I often find that my writing reminds me of swimming...when I'd stand on the edge of that pool, knowing that once I got in and warmed up, I'd have a ball in the water. I've always wanted to be a mer creature. But there was that first cold shock of jumping in... Starting a new piece or contemplating revision, I can feel that rough concrete under my toes and smell chlorine. I know I'll love it once I'm warmed up and swimming, but there's that leap into that cold water!

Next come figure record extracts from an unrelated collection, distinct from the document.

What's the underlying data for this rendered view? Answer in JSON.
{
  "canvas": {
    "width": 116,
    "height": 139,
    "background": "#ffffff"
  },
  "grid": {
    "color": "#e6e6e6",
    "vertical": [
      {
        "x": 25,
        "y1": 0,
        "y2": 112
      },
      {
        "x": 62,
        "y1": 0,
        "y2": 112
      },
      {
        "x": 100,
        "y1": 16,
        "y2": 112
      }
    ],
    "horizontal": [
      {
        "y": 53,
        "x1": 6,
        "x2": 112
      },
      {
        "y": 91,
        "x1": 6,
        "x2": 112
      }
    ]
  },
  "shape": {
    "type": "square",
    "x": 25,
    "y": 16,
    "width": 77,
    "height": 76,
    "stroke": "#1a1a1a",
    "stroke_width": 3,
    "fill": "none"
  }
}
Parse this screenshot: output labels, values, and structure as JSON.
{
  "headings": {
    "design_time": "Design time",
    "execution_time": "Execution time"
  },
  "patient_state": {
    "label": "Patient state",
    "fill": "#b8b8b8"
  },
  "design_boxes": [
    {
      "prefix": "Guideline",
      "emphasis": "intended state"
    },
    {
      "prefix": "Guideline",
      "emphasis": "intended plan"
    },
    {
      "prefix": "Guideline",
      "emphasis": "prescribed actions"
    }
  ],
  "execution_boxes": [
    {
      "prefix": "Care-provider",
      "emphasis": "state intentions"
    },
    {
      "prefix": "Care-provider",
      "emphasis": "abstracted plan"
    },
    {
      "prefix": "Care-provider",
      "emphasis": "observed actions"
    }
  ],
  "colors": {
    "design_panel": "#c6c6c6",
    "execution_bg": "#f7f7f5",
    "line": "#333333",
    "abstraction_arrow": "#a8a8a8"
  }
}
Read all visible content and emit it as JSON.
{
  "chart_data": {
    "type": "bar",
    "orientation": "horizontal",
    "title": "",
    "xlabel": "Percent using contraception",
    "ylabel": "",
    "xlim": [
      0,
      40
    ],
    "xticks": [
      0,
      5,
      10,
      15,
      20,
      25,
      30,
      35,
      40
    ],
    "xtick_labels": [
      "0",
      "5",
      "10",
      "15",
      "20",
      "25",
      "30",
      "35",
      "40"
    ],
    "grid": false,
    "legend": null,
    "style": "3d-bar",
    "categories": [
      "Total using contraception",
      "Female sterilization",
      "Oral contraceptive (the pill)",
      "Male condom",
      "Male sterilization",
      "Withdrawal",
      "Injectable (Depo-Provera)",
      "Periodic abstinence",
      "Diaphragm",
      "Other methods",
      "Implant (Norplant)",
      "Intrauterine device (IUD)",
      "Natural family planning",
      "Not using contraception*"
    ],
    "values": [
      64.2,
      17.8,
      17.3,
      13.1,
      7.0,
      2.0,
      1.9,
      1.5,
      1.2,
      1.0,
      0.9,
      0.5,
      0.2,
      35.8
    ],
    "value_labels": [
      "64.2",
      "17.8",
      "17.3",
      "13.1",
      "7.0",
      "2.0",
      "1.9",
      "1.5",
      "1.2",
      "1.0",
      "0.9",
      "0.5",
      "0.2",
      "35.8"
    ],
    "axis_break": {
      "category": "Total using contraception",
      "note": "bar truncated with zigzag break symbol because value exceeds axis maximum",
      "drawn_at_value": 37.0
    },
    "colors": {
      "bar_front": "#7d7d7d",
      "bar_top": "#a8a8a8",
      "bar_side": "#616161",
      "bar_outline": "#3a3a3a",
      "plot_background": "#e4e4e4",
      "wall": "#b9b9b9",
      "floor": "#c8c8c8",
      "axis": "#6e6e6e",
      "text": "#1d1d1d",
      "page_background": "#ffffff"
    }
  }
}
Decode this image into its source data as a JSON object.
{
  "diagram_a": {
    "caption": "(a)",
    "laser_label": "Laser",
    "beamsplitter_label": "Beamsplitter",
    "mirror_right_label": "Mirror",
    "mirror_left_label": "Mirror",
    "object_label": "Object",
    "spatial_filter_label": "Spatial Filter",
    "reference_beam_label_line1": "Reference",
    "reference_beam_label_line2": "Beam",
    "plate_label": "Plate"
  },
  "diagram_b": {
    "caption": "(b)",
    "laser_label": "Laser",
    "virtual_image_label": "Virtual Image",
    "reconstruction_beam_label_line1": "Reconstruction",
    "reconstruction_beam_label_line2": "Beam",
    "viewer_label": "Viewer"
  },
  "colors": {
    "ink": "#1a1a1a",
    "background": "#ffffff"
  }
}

Well, I leaped today into Backtrack my sequel to Find It, the tracking dog mystery that made the readers poll top ten for Ellery Queen last year. Got my first draft back from my seventy plus year old reader who has a
very sharp eye for plot holes. Was planning to play outside, but the Writing Gods decided I needed to do the revision so sent steady rain my way. And of course, once I did the plunge, I tore off happily through my favorite element, that word sea, and have finally come up for air. Mystery short stories are hard. In a novel, you can weave subplots to hide your main-plot clues so that your reader is taken by surprise at your end. In short form, those clues won't have nearly as much camoflage! They lie there in plain sight, so you have to use a lot more sleight of hand to hide them. And Jane, my reader, did indeed snatch some of them up and shake them in my face. I'm ever hopeful in mystery...leaving those clues lying around on the off chance my readers really won't see them. Of course they do, and of course I then have to fix them. I really NEED my mystery readers!
But the revision is done, in blue ink traceries all over the pages. Now I just have to translate back to electronic...that's one more polishing revision as I go. Then it's ready to send out.
Meanwhile, DJ, my three year old rott, grumbles at the Hairy Woodpecker pair who are eating all the suet in the feeder. I may not let
him eat it, but he sees no reason why I should waste it on big birds!